Speaking the Dream

A few years ago in 2022, I spoke about my experiences with being poor, having low wages, and food insecurity at the March on Washington Poor People’s Campaign in DC with my mother. This is the transcribed version of my speech. I wanted to include it in this blog because it is a time I felt empowered to use my voice about my experience growing up in a poor household. The way I grew up influences how I look at the American Dream, the American government, and its involvement in welfare. 

My Transcript

Hatso, I am Kateri Daffron from Oklahoma. I’ve experienced and lived in an impoverished community all my life. I grew up in Anadarko, Oklahoma where there are jobs that lack the guarantee of living wages. This caused my family to experience food insecurity, job instability, and poverty. In one of the most successful countries in the world, we are barely getting by. Although I have moved away, I am still in poverty. I can’t leave poverty. I am 17, a child, and yet the country has already failed me. This is wrong. I a child, shouldn’t have to worry about whether or not my family is going to be able to pay the rent this month. I shouldn’t have to worry about whether the SNAP benefits will be enough to feed me and my family. I am not old enough to vote, yet I am one of the many teenagers experiencing this justice. I shouldn’t be the one to have to carry this burden. How do you expect me to contribute to your American Dream when I don’t even know if I will have a home next week? I don’t want handouts. I want a fair and equal shot and until then, we won’t be silenced anymore. 

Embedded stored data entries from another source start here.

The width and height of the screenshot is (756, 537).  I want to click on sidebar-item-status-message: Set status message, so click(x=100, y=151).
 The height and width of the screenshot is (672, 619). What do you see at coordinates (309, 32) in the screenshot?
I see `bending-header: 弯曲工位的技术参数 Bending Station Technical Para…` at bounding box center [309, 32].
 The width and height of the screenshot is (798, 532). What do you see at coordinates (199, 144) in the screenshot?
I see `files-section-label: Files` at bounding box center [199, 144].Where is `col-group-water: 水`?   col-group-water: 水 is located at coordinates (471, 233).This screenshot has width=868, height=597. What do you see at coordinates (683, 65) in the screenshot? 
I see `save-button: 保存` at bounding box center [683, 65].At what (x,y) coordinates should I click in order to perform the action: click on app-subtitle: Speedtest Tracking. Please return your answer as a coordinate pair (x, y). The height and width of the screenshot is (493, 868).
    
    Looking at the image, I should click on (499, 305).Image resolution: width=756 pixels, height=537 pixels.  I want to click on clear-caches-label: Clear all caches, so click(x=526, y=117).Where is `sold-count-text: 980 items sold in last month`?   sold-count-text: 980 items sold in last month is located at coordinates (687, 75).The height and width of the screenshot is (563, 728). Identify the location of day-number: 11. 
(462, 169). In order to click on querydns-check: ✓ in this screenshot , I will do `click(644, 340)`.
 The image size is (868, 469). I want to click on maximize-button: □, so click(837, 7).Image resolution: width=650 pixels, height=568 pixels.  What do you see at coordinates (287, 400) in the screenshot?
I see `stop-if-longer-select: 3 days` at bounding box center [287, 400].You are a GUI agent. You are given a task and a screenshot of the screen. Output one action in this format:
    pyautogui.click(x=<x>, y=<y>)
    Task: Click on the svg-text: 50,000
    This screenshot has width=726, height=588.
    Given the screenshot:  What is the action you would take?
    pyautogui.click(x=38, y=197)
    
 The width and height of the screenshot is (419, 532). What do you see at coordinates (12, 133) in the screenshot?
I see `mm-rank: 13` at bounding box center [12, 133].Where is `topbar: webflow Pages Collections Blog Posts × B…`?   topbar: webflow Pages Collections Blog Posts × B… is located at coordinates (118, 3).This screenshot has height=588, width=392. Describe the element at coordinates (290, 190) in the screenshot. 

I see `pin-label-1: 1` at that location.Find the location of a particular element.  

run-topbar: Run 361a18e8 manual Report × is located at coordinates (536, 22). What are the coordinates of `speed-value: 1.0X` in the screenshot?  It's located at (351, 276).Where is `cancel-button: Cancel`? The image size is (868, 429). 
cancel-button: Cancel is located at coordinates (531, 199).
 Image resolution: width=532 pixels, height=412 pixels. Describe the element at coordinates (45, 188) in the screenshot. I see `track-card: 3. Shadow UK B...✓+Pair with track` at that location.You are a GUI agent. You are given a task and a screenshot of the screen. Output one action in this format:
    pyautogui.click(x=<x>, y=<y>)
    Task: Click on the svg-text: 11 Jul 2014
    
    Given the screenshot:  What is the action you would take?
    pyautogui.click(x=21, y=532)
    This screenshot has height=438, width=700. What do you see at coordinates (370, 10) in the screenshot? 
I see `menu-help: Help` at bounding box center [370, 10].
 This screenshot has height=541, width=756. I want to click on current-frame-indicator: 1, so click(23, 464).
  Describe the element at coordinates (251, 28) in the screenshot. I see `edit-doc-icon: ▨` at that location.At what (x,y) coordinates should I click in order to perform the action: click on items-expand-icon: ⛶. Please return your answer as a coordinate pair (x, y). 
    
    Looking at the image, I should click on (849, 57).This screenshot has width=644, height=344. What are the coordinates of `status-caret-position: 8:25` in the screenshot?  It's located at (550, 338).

Although I felt vulnerable delivering this speech in front of thousands of strangers, I felt empowered and heard on that stage, because I knew many people could relate to my experience. At this point, I had not had many public speaking experiences outside of clubs and school. I believed that the American Dream was a collective dream, a standard of how average Americans are expected to live. Additionally, I wanted to use my voice about poverty to call for economic equity. My experiences shapes how I think about the American Dream, that not everyone achieves the American Dream due to systemic equality and history of oppression of groups of people. I intend to keep using my voice about economic inequality and the importance of equity and justice as the solution by learning about the American Dream and how others fit into it.